Convergence and stability of Q-learning in Hierarchical Reinforcement Learning
Massimiliano Manenti, Andrea Iannelli
TL;DR
This work addresses the lack of theoretical guarantees for hierarchical reinforcement learning by proposing Feudal Q-learning and proving its convergence and stability using Two-Timescale Stochastic Approximation and the ODE method. By modeling the high- and low-level updates as coupled dynamical systems, it shows that the learned Q-functions $(Q^{\mathrm{h}}, Q^{\mathrm{l}})$ converge almost surely to the Bellman-equilibrium pair $(Q^{\mathrm{h},*}, Q^{\mathrm{l},*})$ and remain bounded, even under interdependent updates. The authors also reveal a game-theoretic interpretation, showing the equilibrium aligns with Nash and Stackelberg concepts, which opens doors to further HRL design via game theory. Numerical experiments in Four Rooms MiniGrid corroborate the theory and demonstrate continual learning benefits, with Feudal Q-learning achieving comparable performance to flat Q-learning while accelerating adaptation to new goals.
Abstract
Hierarchical Reinforcement Learning promises, among other benefits, to efficiently capture and utilize the temporal structure of a decision-making problem and to enhance continual learning capabilities, but theoretical guarantees lag behind practice. In this paper, we propose a Feudal Q-learning scheme and investigate under which conditions its coupled updates converge and are stable. By leveraging the theory of Stochastic Approximation and the ODE method, we present a theorem stating the convergence and stability properties of Feudal Q-learning.
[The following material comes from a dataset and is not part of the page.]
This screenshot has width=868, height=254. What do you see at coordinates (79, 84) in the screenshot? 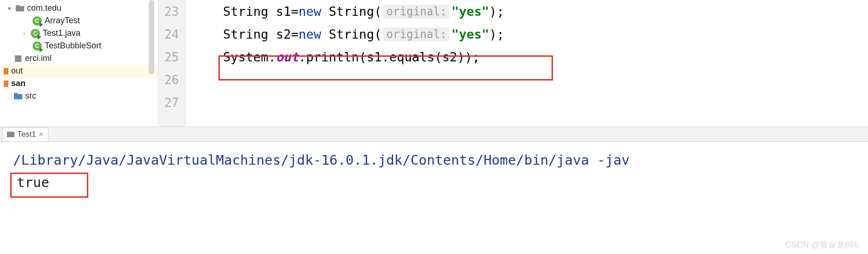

This provides a principled convergence and stability analysis tailored to Feudal RL. Moreover, we show that the updates converge to a point that can be interpreted as an equilibrium of a suitably defined game, opening the door to game-theoretic approaches to Hierarchical RL. Lastly, experiments based on the Feudal Q-learning algorithm support the outcomes anticipated by theory.